In it, he demonstrated that the weakest, not the strongest, social ties are the most irreplaceable ones. Since then, his weak tie theory has been validated repeatedly by more recent, data-driven research.
The finding, in fact, is not as counter-intuitive as it first appears. If you surround yourself only with people, views and connections that are close to you, then you will inevitably form a clique. The problem with cliques, as Tim Harford observes in his sociocultural study Messy, is that they become blinkered: "In a clique, everyone knows everyone and all tell you the same. The more peripheral the contact, the more likely she is to tell you something you didn't know."
What we don't know, of course, is precisely the thing we need to master in order to progress and flourish. Denying ourselves access to it, avoiding weak ties, is strategic folly. This has been illustrated emphatically in politics of late. The failure of the two opposition parties in the last general election was, to some extent at least, their failure to be peripheral. Neither of their leadership teams managed to reach meaningfully beyond their electoral cores. They spoke to their strong rather than weak links. A friend of mine drove across America just prior to Trump's election victory and, a devoted Democrat, ended his trip convinced that Trump would win. The periphery between the two coastlines gave him the insight of the weak tie.
As we know from Dominic Cummings' recruitment blog, politics and communications are inextricably linked. So, with the new decade unfolding before us, I would urge adland to run towards the periphery, to nurture and cultivate the weaker links it has perhaps neglected over the past decade, particularly during those late teenage years.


The lines below, from the one holding "The width and height of the screenshot is (595, 282)." through the final line, are to be copied exactly, with no other lines and no pictures.

-----

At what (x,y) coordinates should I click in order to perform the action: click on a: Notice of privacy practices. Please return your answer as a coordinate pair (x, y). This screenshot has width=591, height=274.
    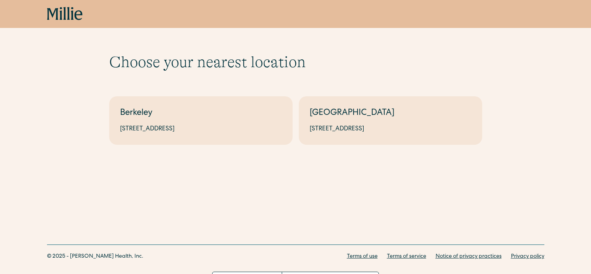
    Looking at the image, I should click on (469, 257).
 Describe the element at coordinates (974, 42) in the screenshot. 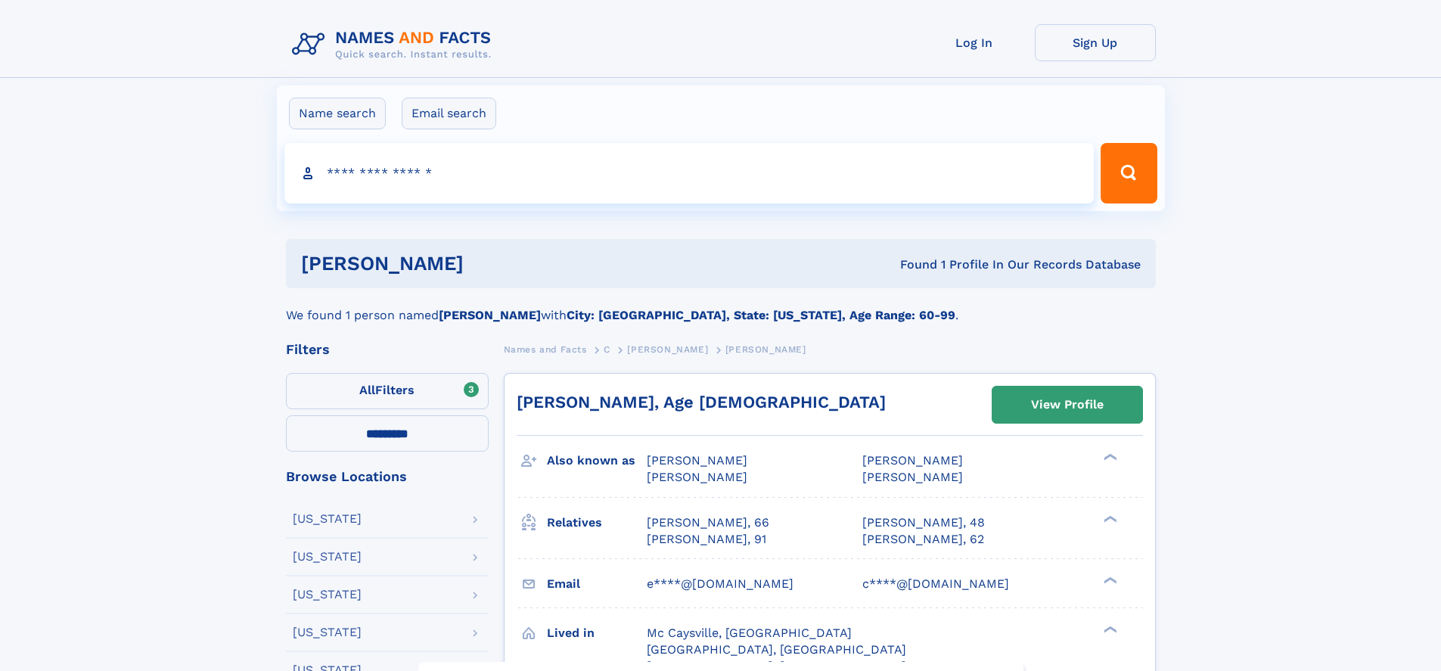

I see `a: Log In` at that location.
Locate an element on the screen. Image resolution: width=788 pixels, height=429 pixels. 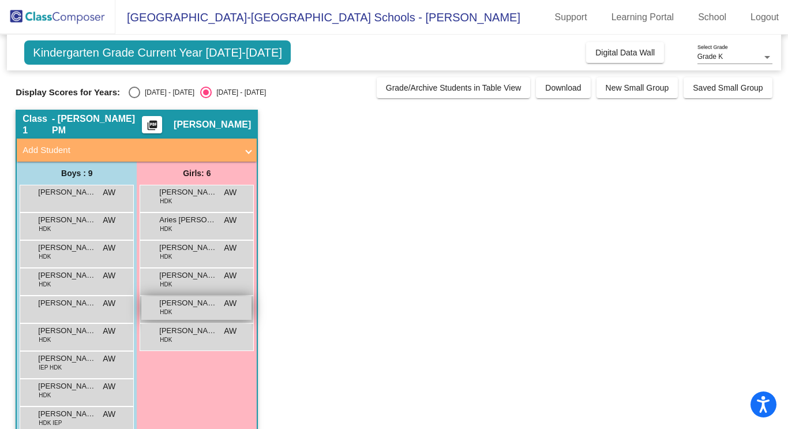
span: Grade/Archive Students in Table View is located at coordinates (453, 88).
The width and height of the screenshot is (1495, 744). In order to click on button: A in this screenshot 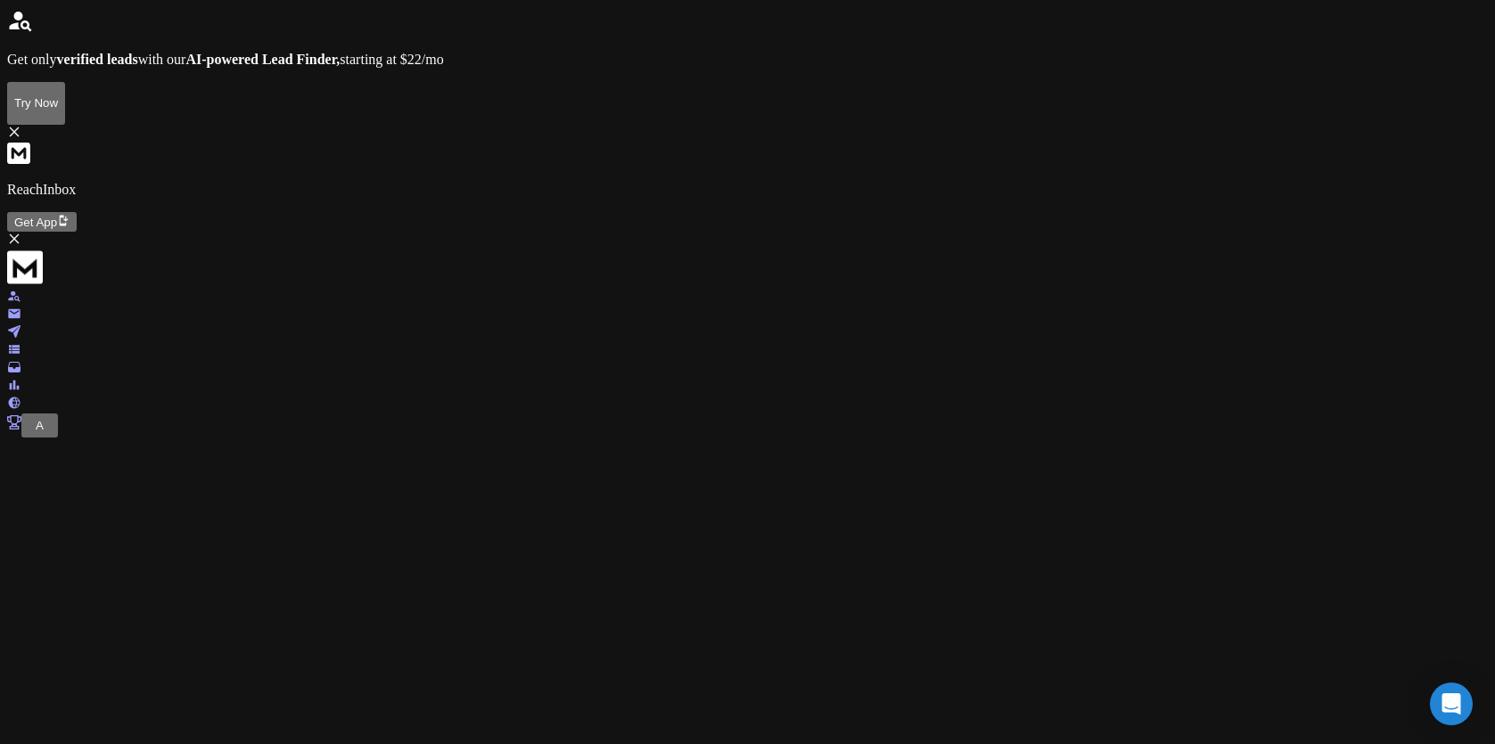, I will do `click(39, 425)`.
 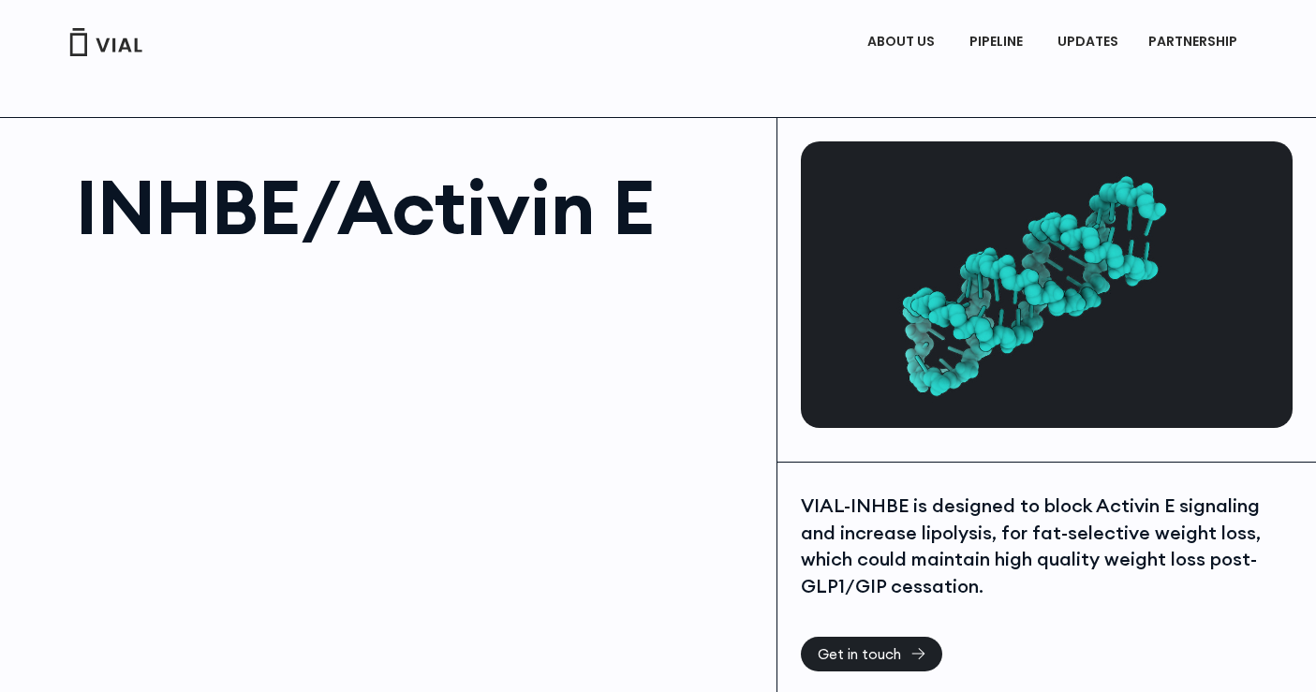 What do you see at coordinates (1046, 546) in the screenshot?
I see `div: VIAL-INHBE is designed to block Activin E signaling and increase lipolysis, for fat-selective wei...` at bounding box center [1046, 546].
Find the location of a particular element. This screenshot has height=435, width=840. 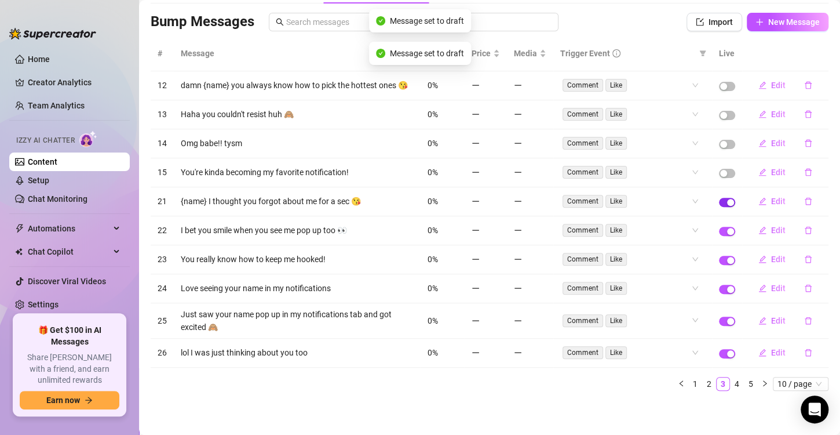

li: 4 is located at coordinates (737, 384).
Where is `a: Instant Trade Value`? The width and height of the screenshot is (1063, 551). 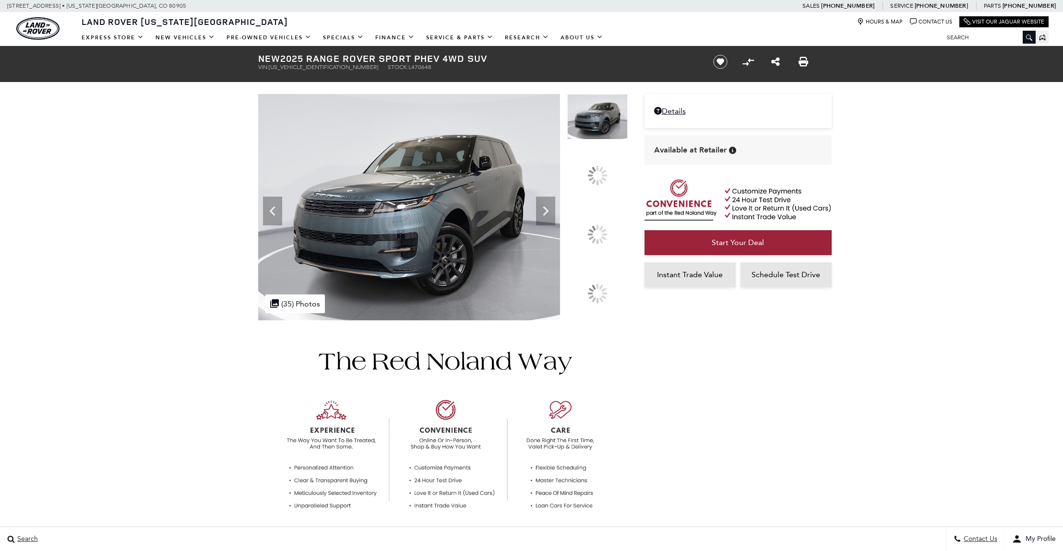 a: Instant Trade Value is located at coordinates (690, 275).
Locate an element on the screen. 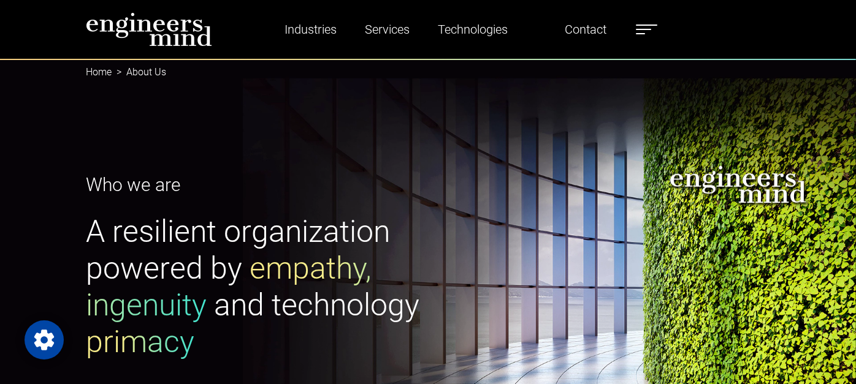 This screenshot has width=856, height=384. a: Technologies is located at coordinates (473, 29).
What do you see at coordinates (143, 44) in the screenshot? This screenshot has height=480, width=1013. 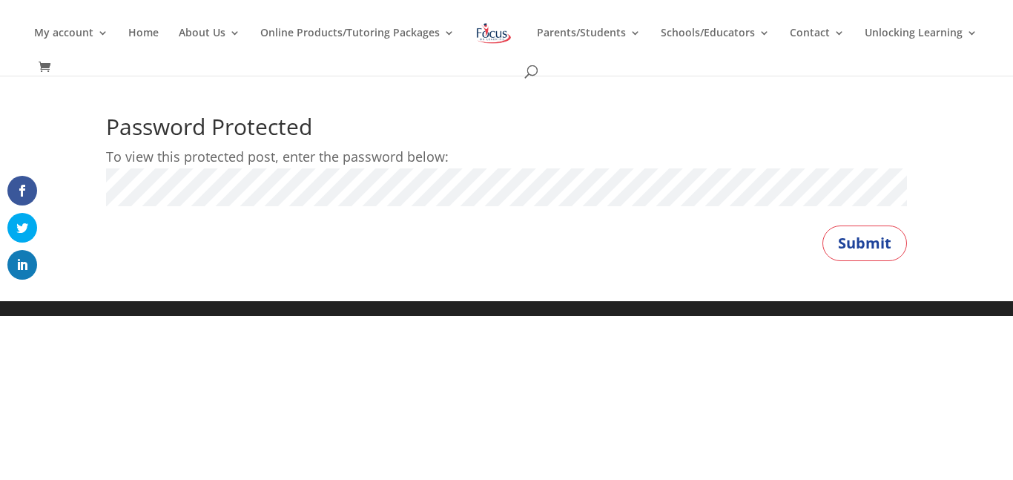 I see `a: Home` at bounding box center [143, 44].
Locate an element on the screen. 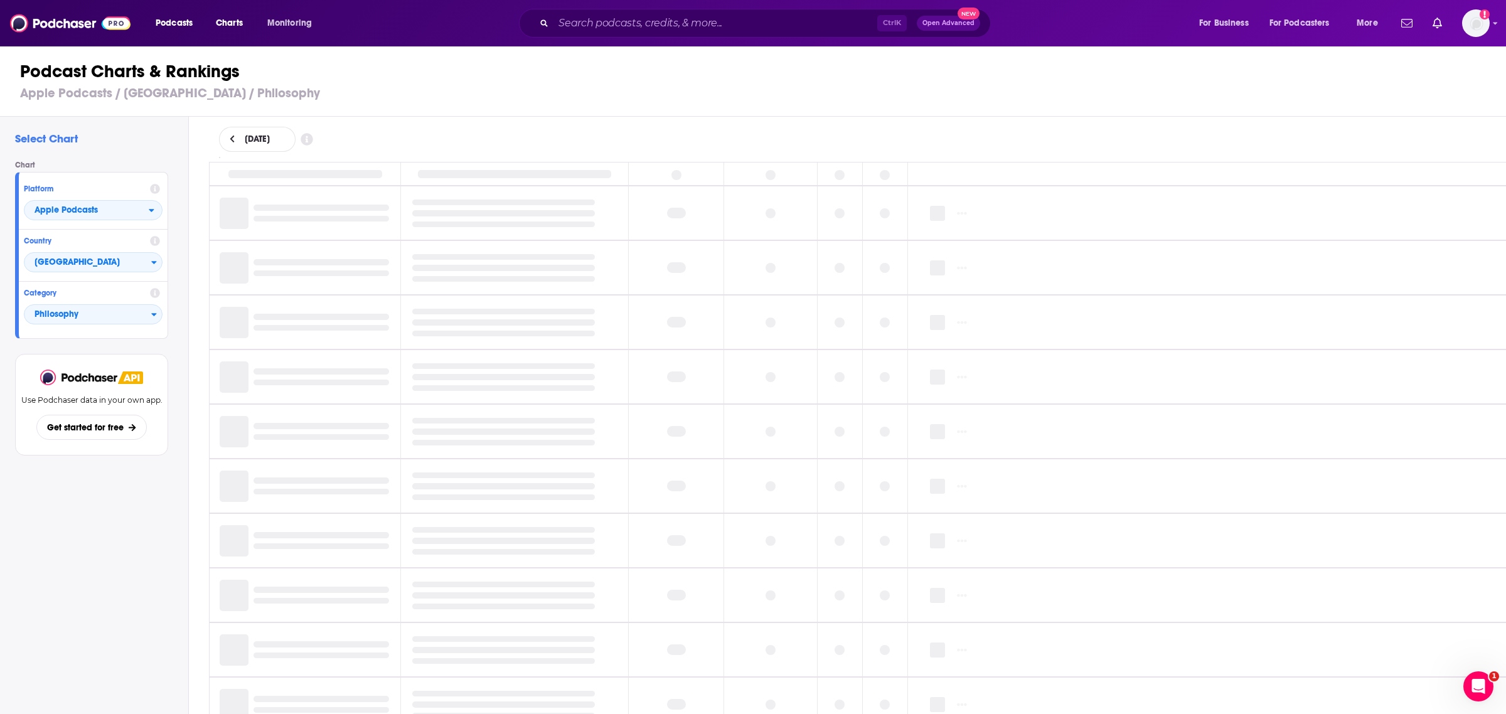  button: Countries is located at coordinates (93, 262).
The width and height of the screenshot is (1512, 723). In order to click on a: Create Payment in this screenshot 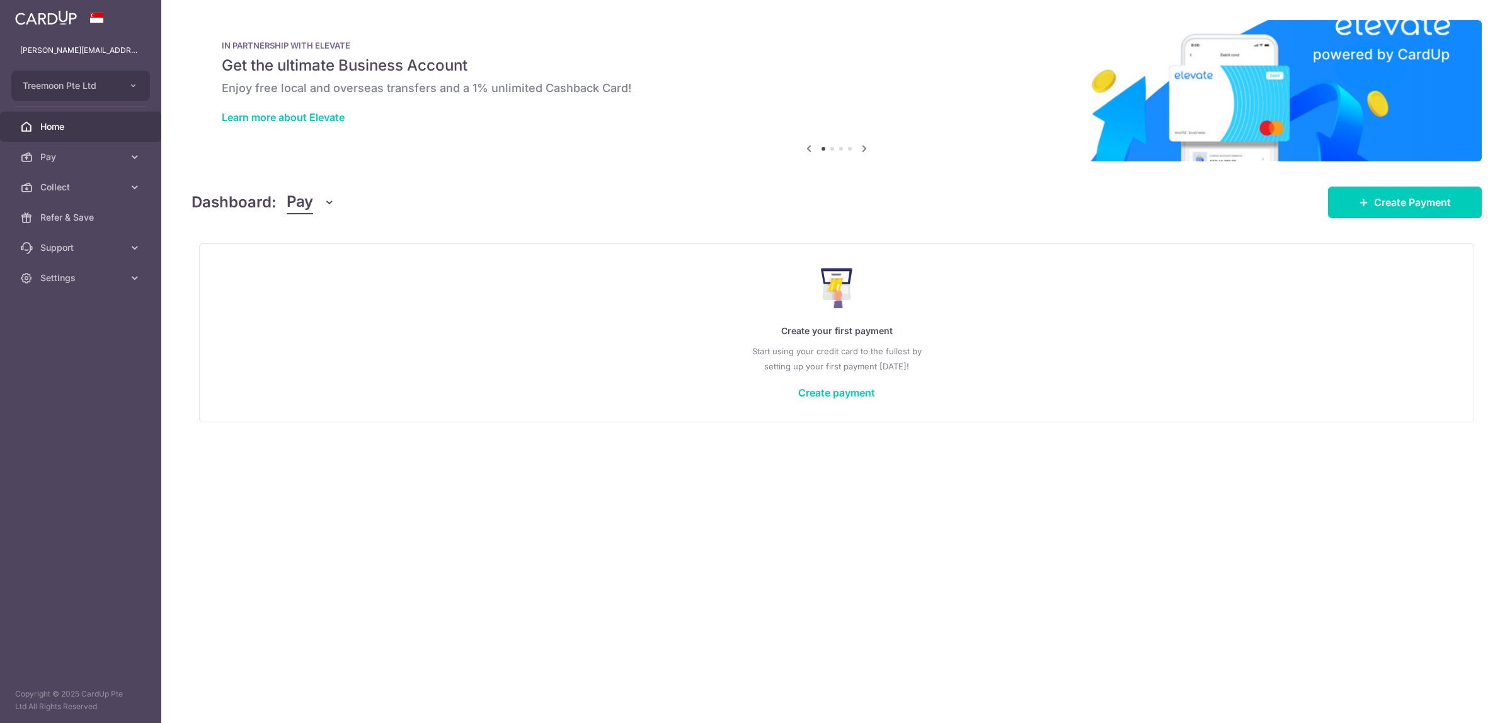, I will do `click(1405, 202)`.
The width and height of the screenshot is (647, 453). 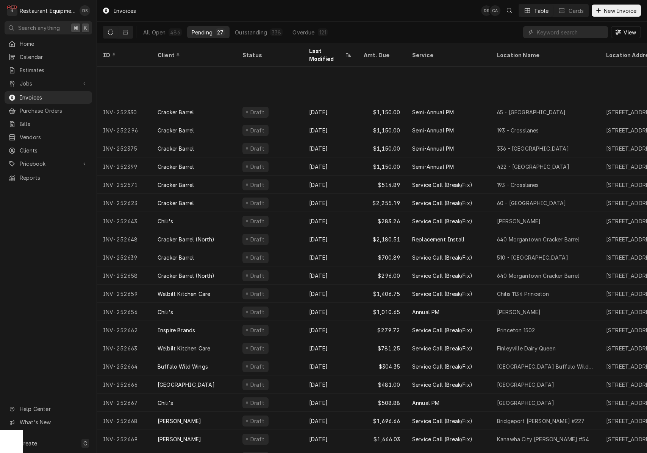 What do you see at coordinates (495, 11) in the screenshot?
I see `div: CA` at bounding box center [495, 11].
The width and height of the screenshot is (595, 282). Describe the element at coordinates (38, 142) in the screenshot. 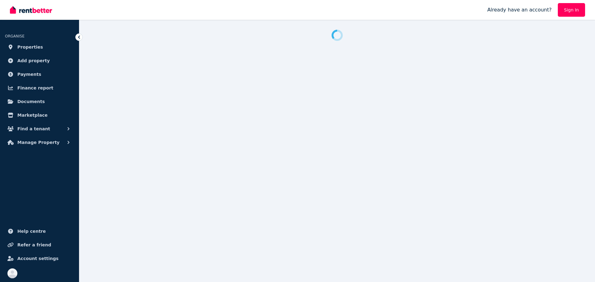

I see `span: Manage Property` at that location.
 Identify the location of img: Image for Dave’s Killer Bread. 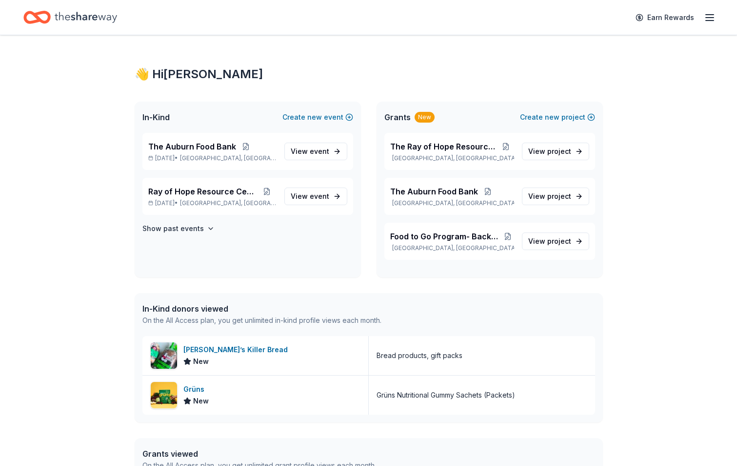
(164, 355).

-----

● **Exercise solution**
The width and height of the screenshot is (595, 282). Describe the element at coordinates (38, 142) in the screenshot. 

I see `span: Manage Property` at that location.
 Identify the location of img: Image for Dave’s Killer Bread. 
(164, 355).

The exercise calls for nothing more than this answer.